Ultrafast Plasma Photonics

Ultrafast photoionization with femtosecond lasers can generate both terahertz and XUV radiation that can be used to study fundamental light-matter interactions or as a probe for high-energy density physics. Spatiotemporal control (i.e., flying focus) and novel mid-IR laser systems are being used to explore innovative methods to control and enhance these laser-based sources.

Spatiotemporal pulse shaping is being pioneered at LLE, and in 2017 the “flying focus” was invented. This invention opened a new field of study for advanced laser-plasma applications, including a novel concept for TeV electron acceleration for future high-energy physics colliders.

Relativistic Laser-Plasma Science

Light exceeding an intensity of 10^18 W/cm^2 rapidly accelerates electrons to relativistic velocities, unlocking a novel regime of relativistic laser-matter interactions.  LLE’s scientists use our world-class short-pulse laser facilities OMEGA-EP and MTW-OPAL to study the physics of these interactions and the technological applications they promise, such as relativistic transparency of plasmas; efficient and rapid acceleration of electron and ions; use of plasmas for laser amplification and lensing; and generation of efficient and bright x-ray and gamma-ray sources. LLE aims to study the fundamental physics of these extreme interactions, use them to create new plasma technologies and diagnostic techniques, and mentor the next generation of scientists in research using ultra-intense lasers.

On the frontier, we are preparing to use the proposed 25-petawatt NSF-OPAL laser to generate groundbreaking sources such as single-stage-to-100 GeV electron acceleration; and to probe novel quantum electrodynamic phenomena that become accessible at even higher intensity (» 10^24 W/cm^2) such as light-by-light scattering and generation of relativistic electron-positron plasmas.

High-Pressure Materials Science

Research at LLE and around the world is disrupting traditional perspectives for modeling, predicting, and controlling high-pressure material properties. These pioneering developments are occurring in three broad areas: extreme chemistry, warm dense matter, and X-Matter.
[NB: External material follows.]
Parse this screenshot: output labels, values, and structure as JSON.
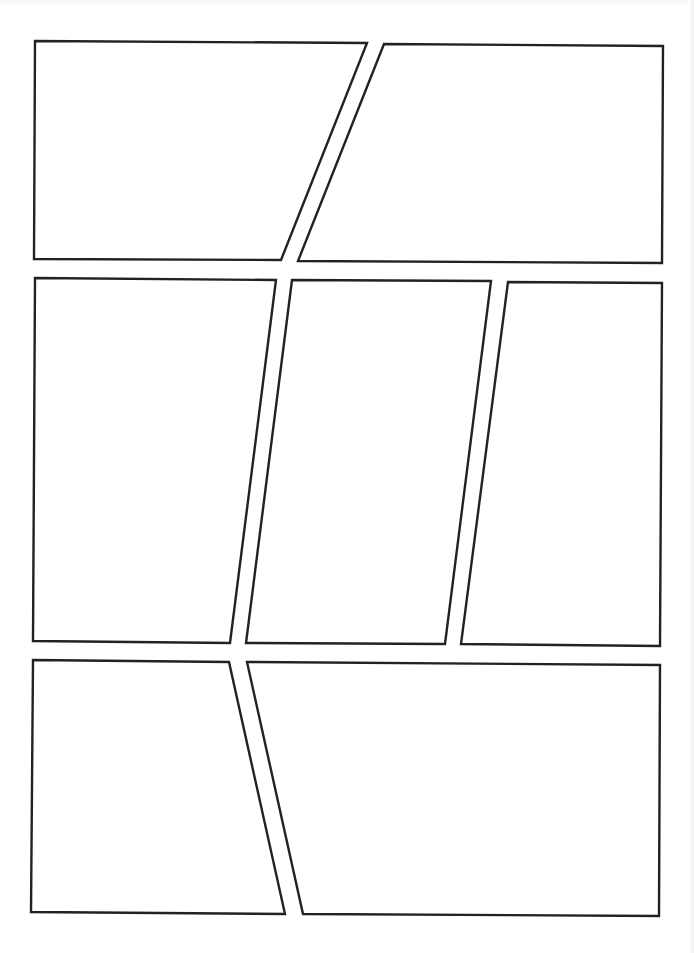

LLE’s high-pressure materials research goals are twofold: (1) to explore material properties and improve predictive capabilities for conditions where inner-electron bonding becomes important, strong coupling and degeneracy emerge, and quantum effects induce structural or electronic complexities; and (2) to advance the understanding of physical processes at the confluence of multiple energy scales, and those associated with chemical bonding, atomic, and hydrodynamic phenomena.

By engaging theory, computation, and experiments, LLE provides experimentally benchmarked equation-of-state, conductivity, and transport models that are transforming simulation accuracy and advancing our understanding of planetary science, inertial fusion energy, and stockpile stewardship science.

Computational Quantum High-Energy-Density Science

At LLE, we are advancing the discovery of new physics in quantum high-energy-density (HED) matter and developing reliable physics models for multi-physics codes that simulate inertial confinement fusion (ICF) and HED experiments. Our research combines theoretical modeling with high-performance computational simulations based on first-principles quantum mechanical methods, including density-functional theory (DFT), time-dependent density-functional theory (TD-DFT), path-integral Monte Carlo (PIMC), and path-integral molecular dynamics (PIMD). These efforts are driven by LLE scientists who are expanding computational capabilities across multiple fronts—from creating finite-element-based DFT codes like MELIORA to developing the next-generation opacity code, ROCSTAR, designed to accurately model radiation transport in HED materials.

At LLE, leading scientists are closely working with PhD students side-by-side to push the envelope for better understanding properties of materials under extreme HED conditions. These rigorous trainings in theoretical/computational quantum HED science have better prepared next-generation stewards for DOE/NNSA missions in stockpile stewardship and national security.